The artist spent months trawling through Facebook archives, curating thousands of what she describes as "low-value" digital images from that era when users would upload galleries with little concern for focus, lighting or composition. These forgotten digital artifacts form the foundation of her new exhibition.

Capturing a Lost Moment of Digital Honesty

MacKay sees this period as representing a unique moment in digital history. "We're all so digitally isolated now and our online avatars are curated within an inch of their life in service of the reputational economy of 'likes' and follows," she observes. "But there was this finite moment in human history when we all participated in this far more honest and convivial form of online social interaction, uploading our images with no real intent beyond a kind of absent-minded fun."

Visitors to her exhibition reportedly recognize this not-so-distant time when social media promised to create genuine digital community spaces before more superficial and narcissistic tendencies emerged.

Technical Challenges of Painting Digital Imperfections

Translating these low-quality digital images into paintings presented unique technical challenges. "In figuring out how to best transpose the low-fi digital aesthetic of these images into paintings, I've had to understand how digital camera sensors work and, more specifically, the technology's limitations in this 2000s era," MacKay explains.

The artist developed innovative techniques to recreate specific digital aberrations:

  • Low-light noise patterns
  • Pixel bleed effects
  • Highlight clipping artifacts

Her latest work employs unconventional materials, including chunky loomstate linen sized with finely chopped pet fur to mimic the randomized texture of digital noise in shadow areas.

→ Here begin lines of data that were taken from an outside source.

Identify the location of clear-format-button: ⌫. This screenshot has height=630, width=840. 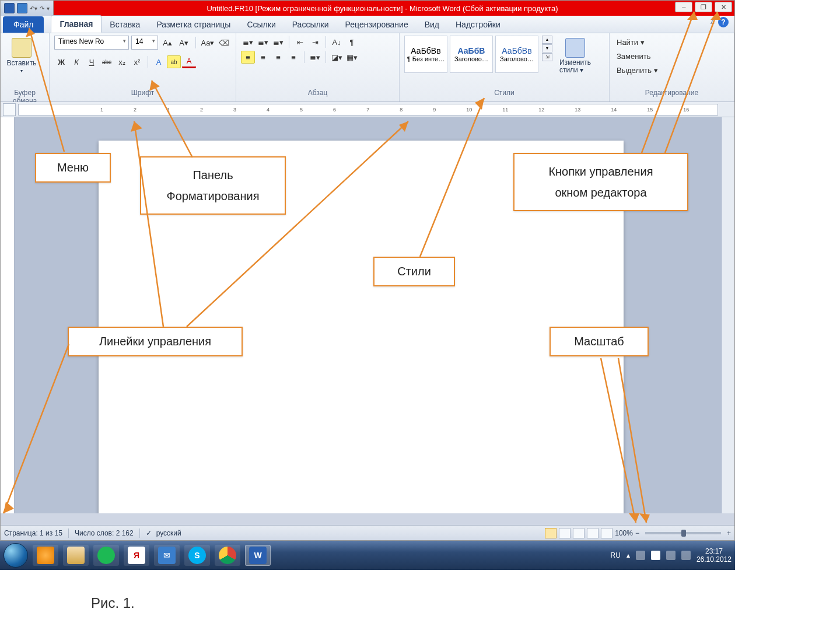
(224, 43).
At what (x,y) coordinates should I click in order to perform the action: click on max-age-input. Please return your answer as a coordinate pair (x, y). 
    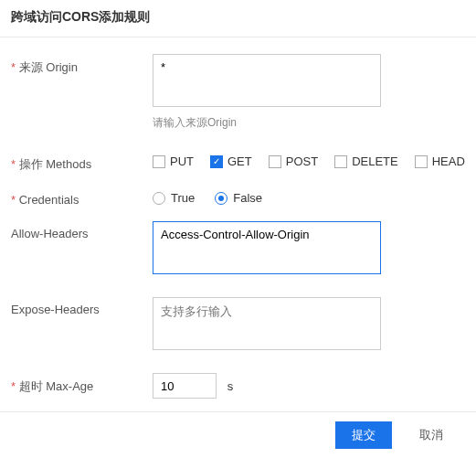
    Looking at the image, I should click on (185, 386).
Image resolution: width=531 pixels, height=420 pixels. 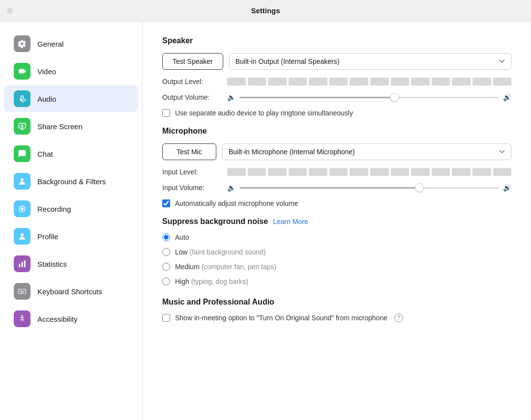 I want to click on auto-adjust-label: Automatically adjust microphone volume, so click(x=237, y=203).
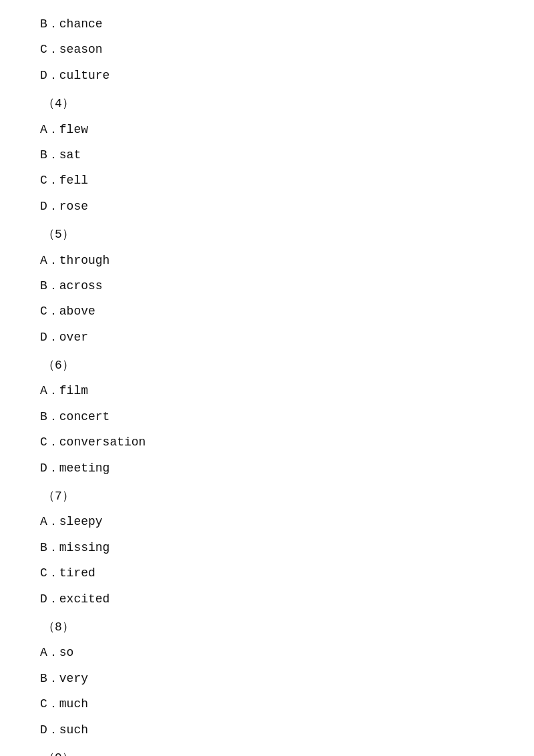  I want to click on answer-option: C．much, so click(267, 704).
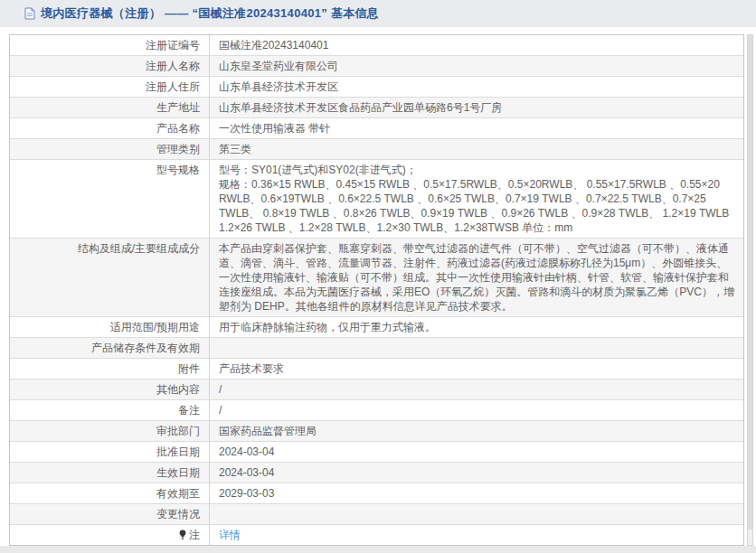 The width and height of the screenshot is (756, 553). Describe the element at coordinates (378, 549) in the screenshot. I see `bottom-strip` at that location.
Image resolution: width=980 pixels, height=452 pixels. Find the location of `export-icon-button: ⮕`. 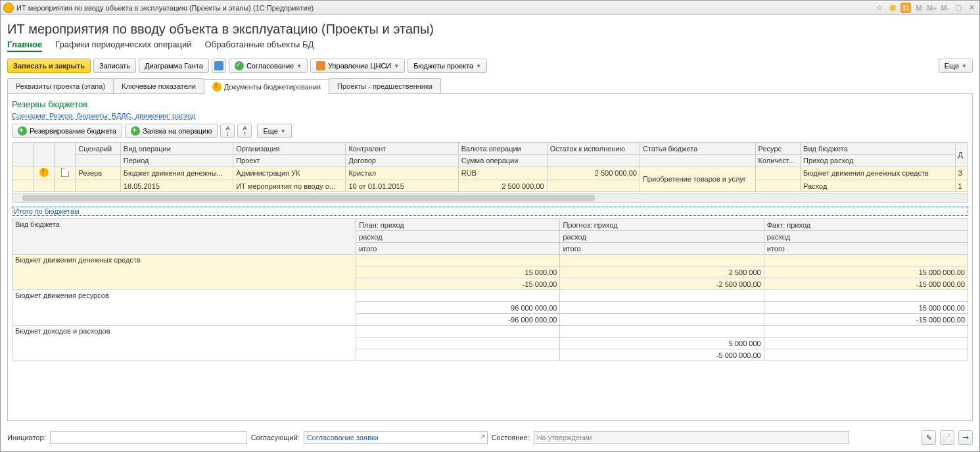

export-icon-button: ⮕ is located at coordinates (966, 438).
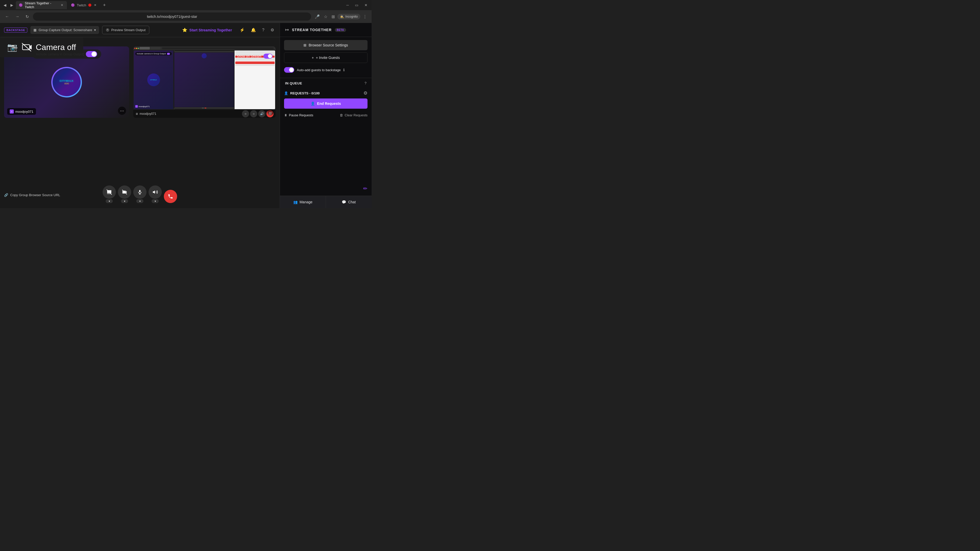 The width and height of the screenshot is (980, 551). I want to click on camera-button, so click(125, 192).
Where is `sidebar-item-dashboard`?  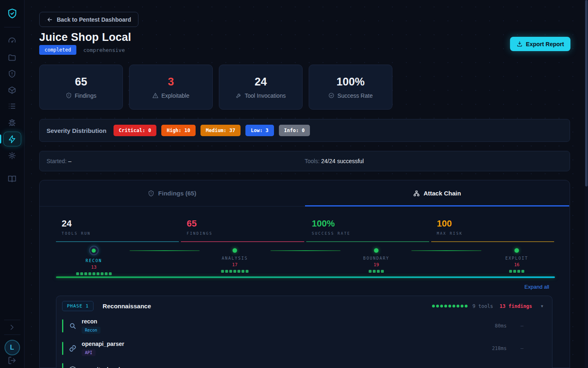 sidebar-item-dashboard is located at coordinates (12, 41).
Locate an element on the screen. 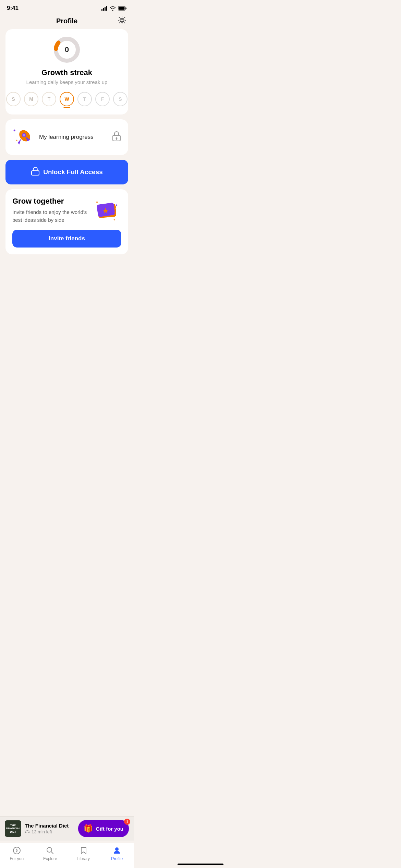  status-time: 9:41 is located at coordinates (13, 8).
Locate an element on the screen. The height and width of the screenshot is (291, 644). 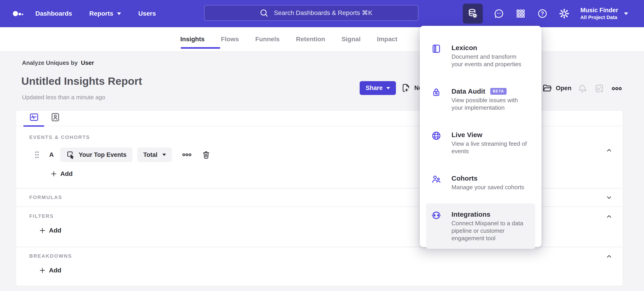
globe-icon is located at coordinates (436, 136).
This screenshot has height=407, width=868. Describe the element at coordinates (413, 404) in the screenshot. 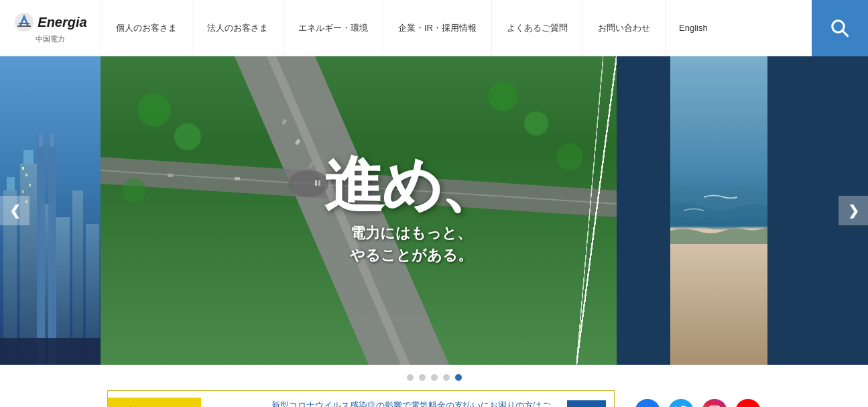

I see `news-link: 新型コロナウイルス感染症の影響で電気料金の支払いにお困りの方はご相談ください。(…` at that location.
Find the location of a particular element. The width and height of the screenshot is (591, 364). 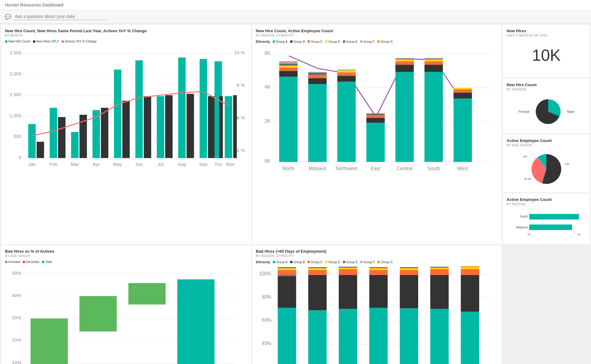

top-left-chart: 2,500 2,000 1,500 1,000 500 0 10 % 8 % 6… is located at coordinates (126, 110).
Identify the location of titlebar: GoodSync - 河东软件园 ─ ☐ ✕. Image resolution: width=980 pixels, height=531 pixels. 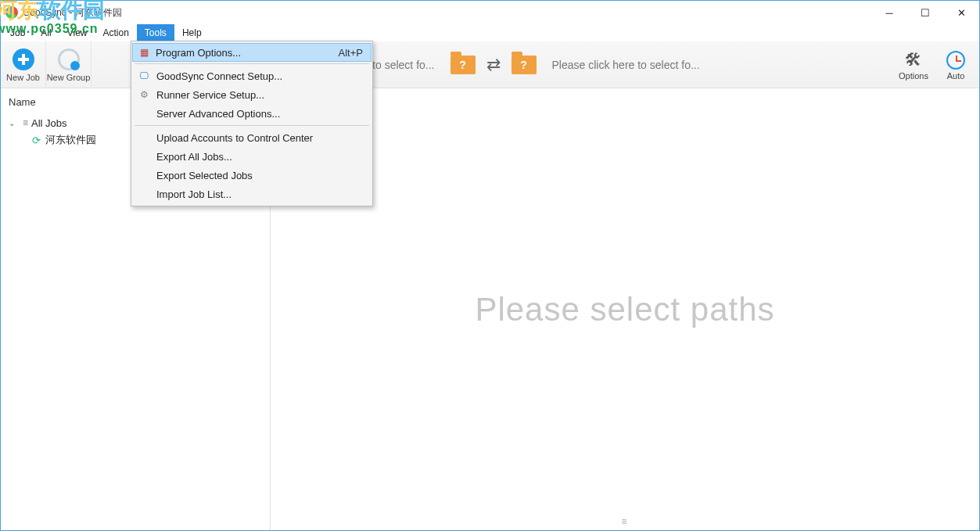
(490, 13).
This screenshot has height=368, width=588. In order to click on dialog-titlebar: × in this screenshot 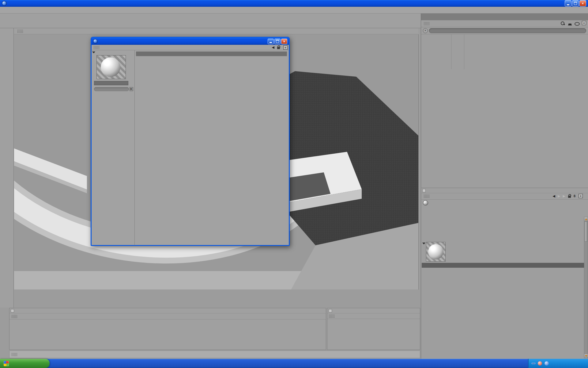, I will do `click(190, 41)`.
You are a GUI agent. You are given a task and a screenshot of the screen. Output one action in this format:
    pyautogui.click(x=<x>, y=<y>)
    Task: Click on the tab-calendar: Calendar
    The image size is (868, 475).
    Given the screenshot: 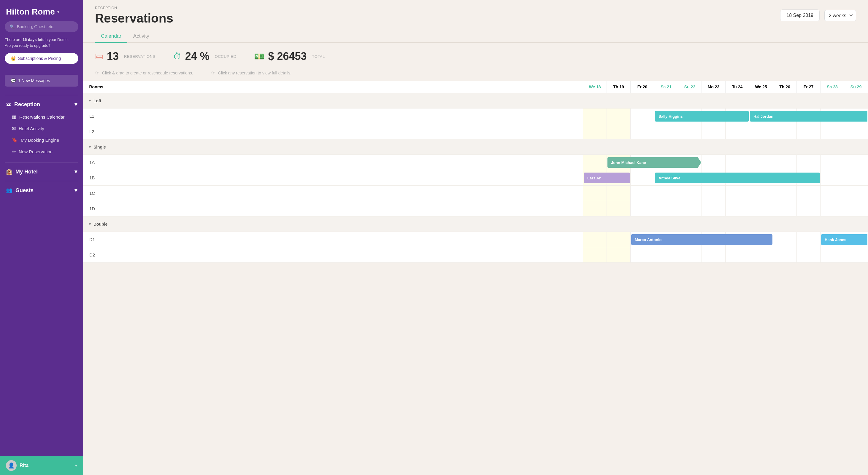 What is the action you would take?
    pyautogui.click(x=111, y=37)
    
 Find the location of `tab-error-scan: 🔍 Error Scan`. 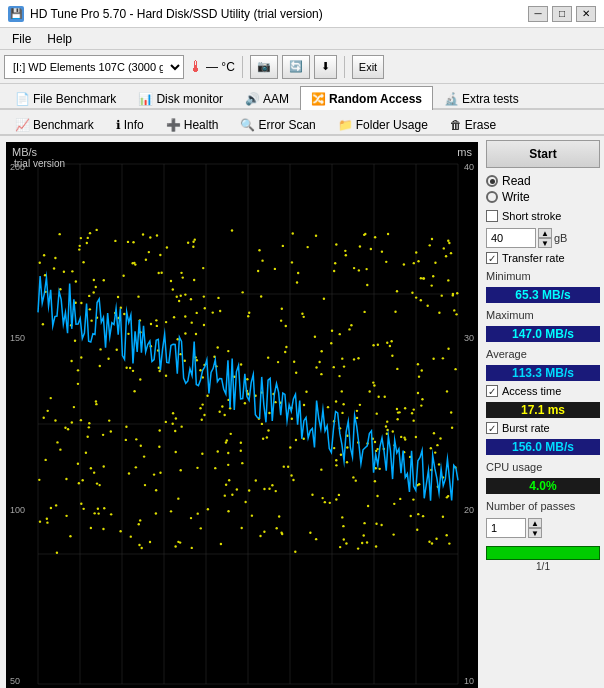

tab-error-scan: 🔍 Error Scan is located at coordinates (278, 124).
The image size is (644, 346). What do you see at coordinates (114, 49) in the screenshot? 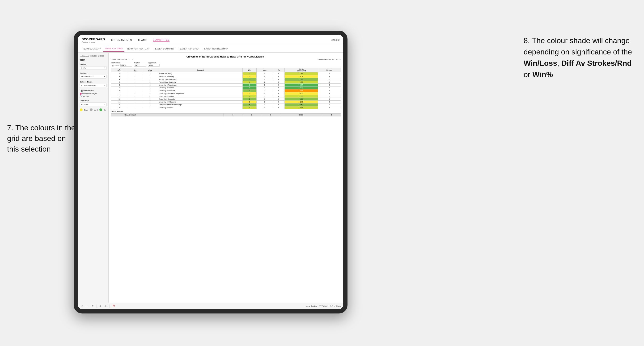
I see `tab-team-h2h-grid: TEAM H2H GRID` at bounding box center [114, 49].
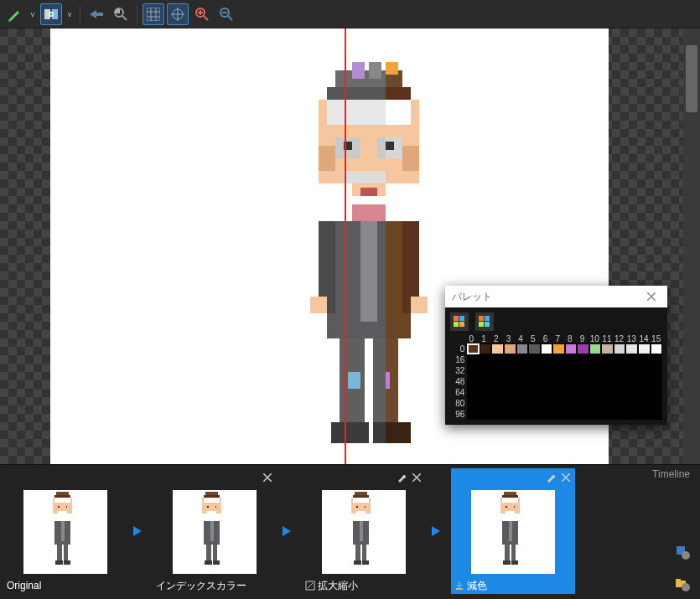 Image resolution: width=700 pixels, height=599 pixels. What do you see at coordinates (14, 14) in the screenshot?
I see `pencil-tool` at bounding box center [14, 14].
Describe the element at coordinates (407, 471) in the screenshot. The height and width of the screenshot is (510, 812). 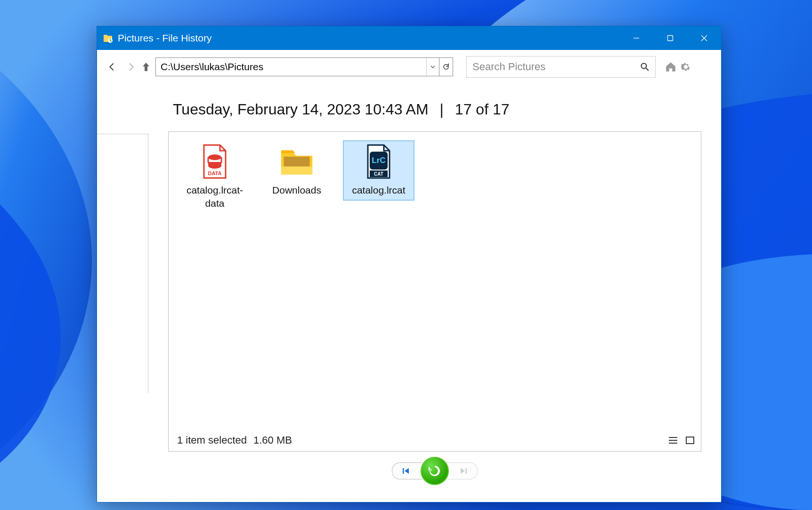
I see `previous-version-button` at that location.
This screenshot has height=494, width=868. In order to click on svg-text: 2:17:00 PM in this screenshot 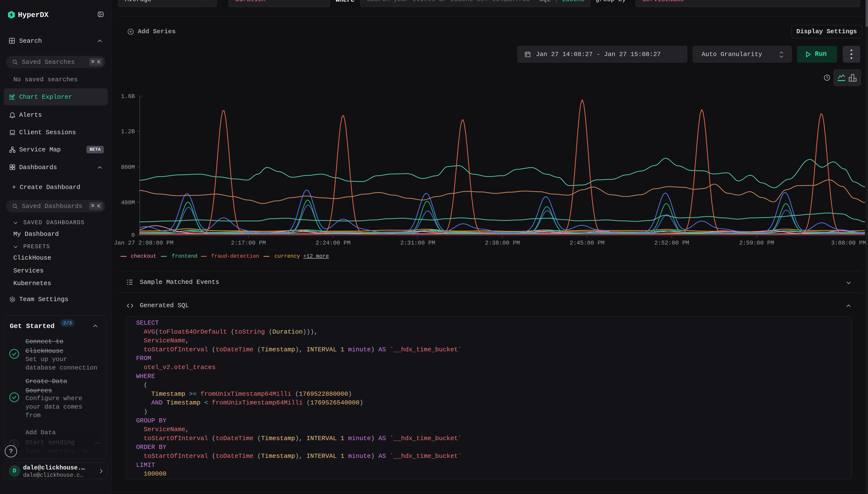, I will do `click(248, 243)`.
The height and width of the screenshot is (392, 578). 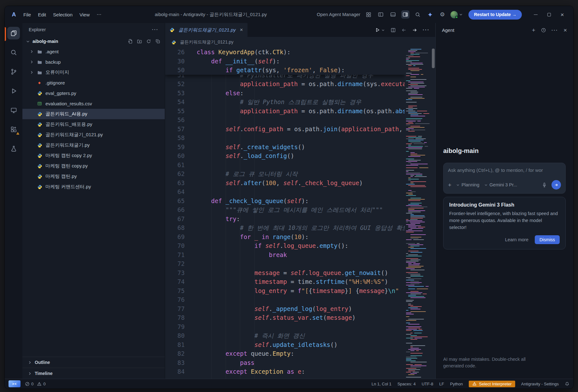 I want to click on tab-active-file: 골든키워드채굴기_0121.py ×, so click(x=206, y=30).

Personal Evolution and Artistic Liberation

This exhibition represents more than just an artistic experiment for MacKay. For years, she found refuge in large-scale photorealism, which helped her manage dyslexia and inattentive ADHD through its meticulous, detail-oriented process. However, she eventually questioned whether this refuge had become a creative limitation.

"For years, I had found refuge in painting these enormous and time-consuming photoreal works that shielded me from really interrogating why I paint," she admits.

To address this, MacKay embarked on a two-year cognitive training program that allowed her to return to Curtin University to complete her fine arts degree. There, she expanded her artistic vocabulary, incorporating elements from classical realism, 17th-century Dutch golden age painters, and 18th-century neo-impressionists into her evolving practice.

The Human Touch in an Age of AI Perfection

In an era where generative AI can create perfect images with a simple prompt, MacKay believes imperfection represents humanity's last artistic bastion. "Photorealism is birthed from and reliant on photography and typically avoids a painterly aesthetic, with little to no obvious brush marks," she says. "But it's very much my intent that these works look specifically like paintings of digital photographs from this era."

She emphasizes the importance of apparent human labour and raw materiality in her works, grounding otherwise easily dismissed digital images within a historic painting tradition. "In an increasingly synthetic world, the human touch becomes more valuable than ever," MacKay concludes.

Social Realism opens on February 5 and runs until March 11 at Lawson Flats in Perth, offering visitors a nostalgic journey through digital history and a thoughtful commentary on social media's evolution.